To this day, it remains a designated producer of specialty ethnic goods, supplying border areas under plans organized by the national ethnic affairs authorities.

As a key component of Hubei's pairing assistance program in Xinjiang, Changshengchuan worked closely with Bortala Mongol autonomous prefecture in the north of Xinjiang since 2018.

"We hold regular training sessions at the prefecture's cultural center twice a year, teaching tea art techniques and sales skills," Jian says.

So far, Changshengchuan has developed 170 distributors and partners in Bortala, most of them local women.

E-commerce training has helped local partners expand sales online.

"Many homemakers have become tea art specialists or salespeople through the program, earning monthly incomes between 5,000 and 6,000 yuan — all without leaving their hometowns," Jian says. Moreover, Changshengchuan not only sells brick tea in Xinjiang but also uses its Hubei distribution network to bring local specialties, such as Hotan jujubes and roses, to wider markets.

"Innovative tea products that incorporate these ingredients have been well received," Jian says.

With these partnerships, Changshengchuan has achieved steady sales growth in Xinjiang.

Annual sales in Bortala jumped from 120 tons at the beginning to nearly 2,000 tons, while regional sales across Xinjiang grew from around 5,000-6,000 tons to nearly 10,000 tons, Jian says.

"We are not just doing business — we are continuing an ethnic unity story centuries in the making," Jian says.

"We will keep helping local communities prosper through tea," she adds.

Both projects represent just a fraction of the extensive pairing assistance efforts carried out by provinces and municipalities across Xinjiang.

To date, China has established a four-tier representative intangible cultural heritage cataloguing system at the national, provincial, municipal, and county levels, enabling systematic protection of the outstanding traditional cultures of all regions and ethnic groups.

Cultural heritage has thus become both a vehicle and a bond that promote interactions among China's diverse ethnic groups.

Yangzhou jade carving municipal representative inheritor Xue Qun came to Hotan earlier this year, eager to learn from such exchanges.

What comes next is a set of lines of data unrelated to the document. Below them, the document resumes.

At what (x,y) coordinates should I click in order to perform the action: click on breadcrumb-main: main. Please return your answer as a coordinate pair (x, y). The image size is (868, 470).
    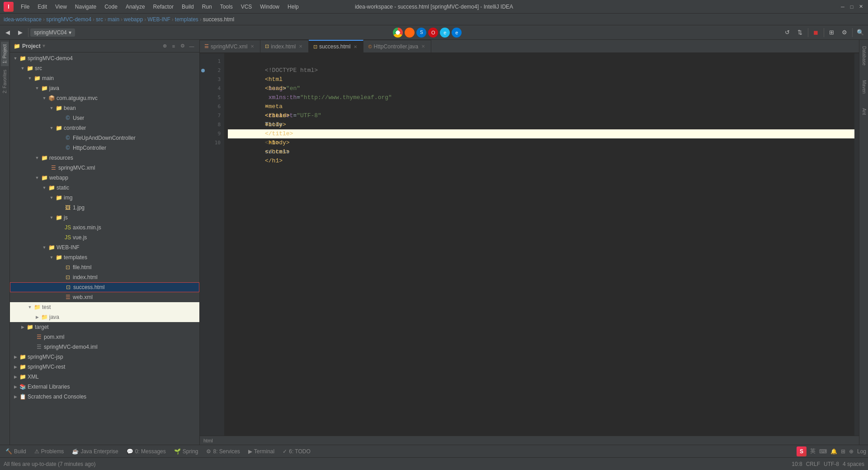
    Looking at the image, I should click on (113, 19).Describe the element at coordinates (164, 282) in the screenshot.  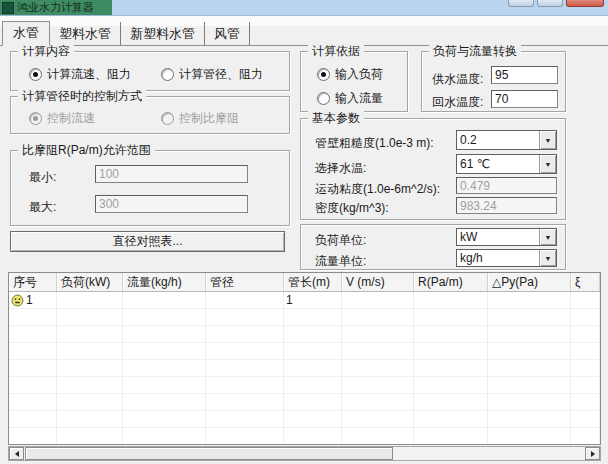
I see `column-header-flow: 流量(kg/h)` at that location.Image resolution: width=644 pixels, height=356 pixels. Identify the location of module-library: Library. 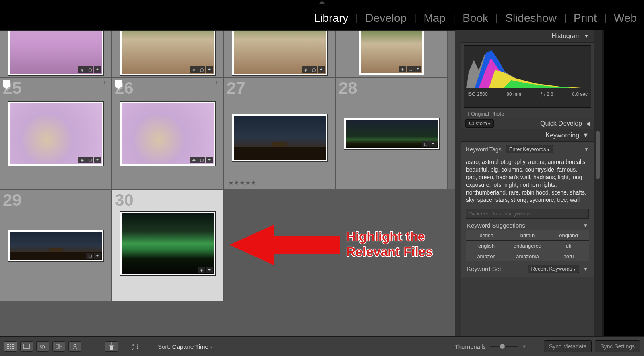
(331, 18).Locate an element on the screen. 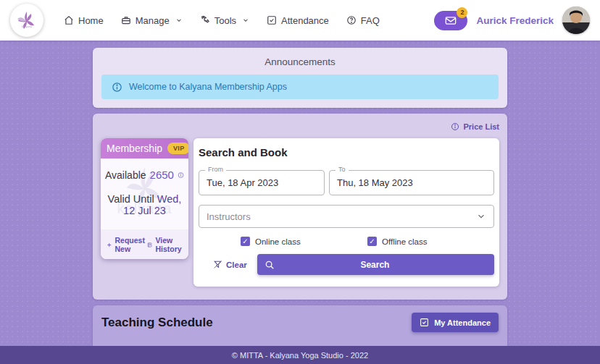 This screenshot has width=600, height=364. my-attendance-label: My Attendance is located at coordinates (462, 323).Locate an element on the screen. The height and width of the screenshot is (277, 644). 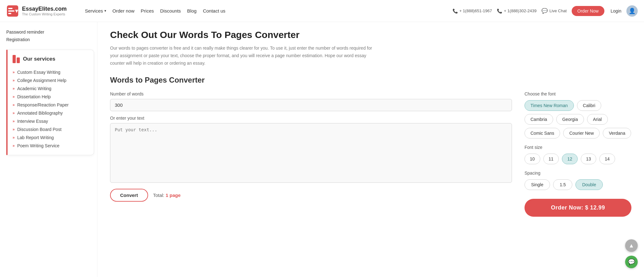
font-button: Calibri is located at coordinates (589, 106).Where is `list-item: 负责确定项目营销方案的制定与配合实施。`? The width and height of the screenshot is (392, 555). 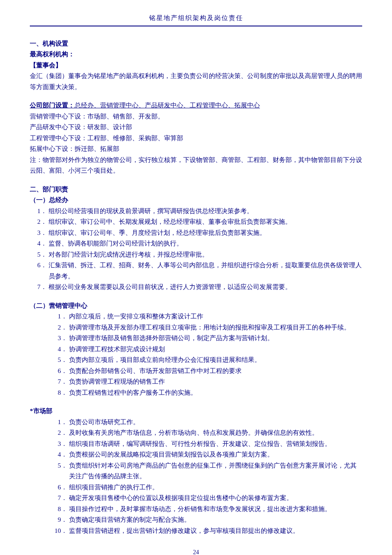
list-item: 负责确定项目营销方案的制定与配合实施。 is located at coordinates (216, 520).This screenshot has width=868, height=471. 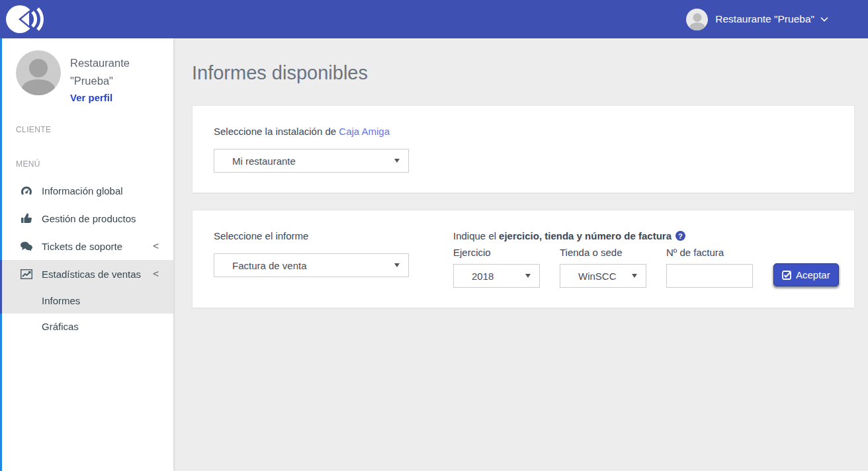 What do you see at coordinates (646, 236) in the screenshot?
I see `invoice-instructions: Indique el ejercicio, tienda y número de…` at bounding box center [646, 236].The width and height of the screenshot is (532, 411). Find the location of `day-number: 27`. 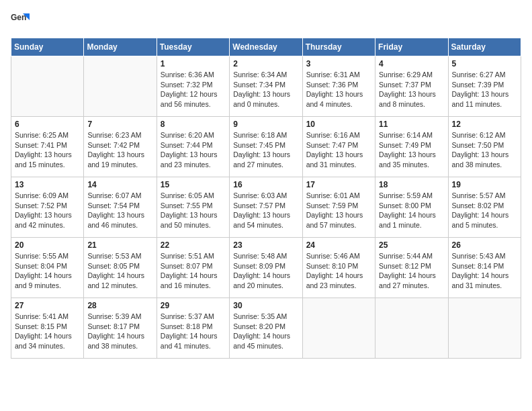

day-number: 27 is located at coordinates (47, 306).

"When inheritors from different regions and disciplines communicate freely and learn from one another, it creates a powerful synergy," she notes.

"We complement each other's strengths, improve our techniques, broaden our perspectives, and explore new markets."

The connection between Yangzhou jade carving and Hotan jade dates back decades.

In the 1980s, the Yangzhou jade factory partnered with an arts and crafts company in Hotan to establish a jade carving workshop, infusing Hotan's prized jade with Yangzhou's renowned craftsmanship.

In recent years, Yangzhou has trained over 100 jade carving practitioners from Hotan, two of whom have been recognized as autonomous regional-level masters of arts and crafts in Xinjiang. Yangzhou has also helped Hotan develop a range of culturally innovative jade products that have been well received in the marketplace.

Minawar Mutallip, a county-level inheritor of farmer paintings in Xinjiang's Makit county, has been a beneficiary of cultural exchange.

In 2017, feeling that her artistic practice had reached a technical plateau, she secured an opportunity to travel to southeastern Fujian province and study lacquer painting.

There, she began experimenting with incorporating materials such as alkaline powder and eggshell into her traditional farmer paintings, creating an innovative hybrid art form.

"Learning lacquer techniques wasn't easy — it came with the countless challenges of merging different artistic disciplines," she says. "But I'm determined to use more creative methods to depict the landscapes and the culture of Xinjiang."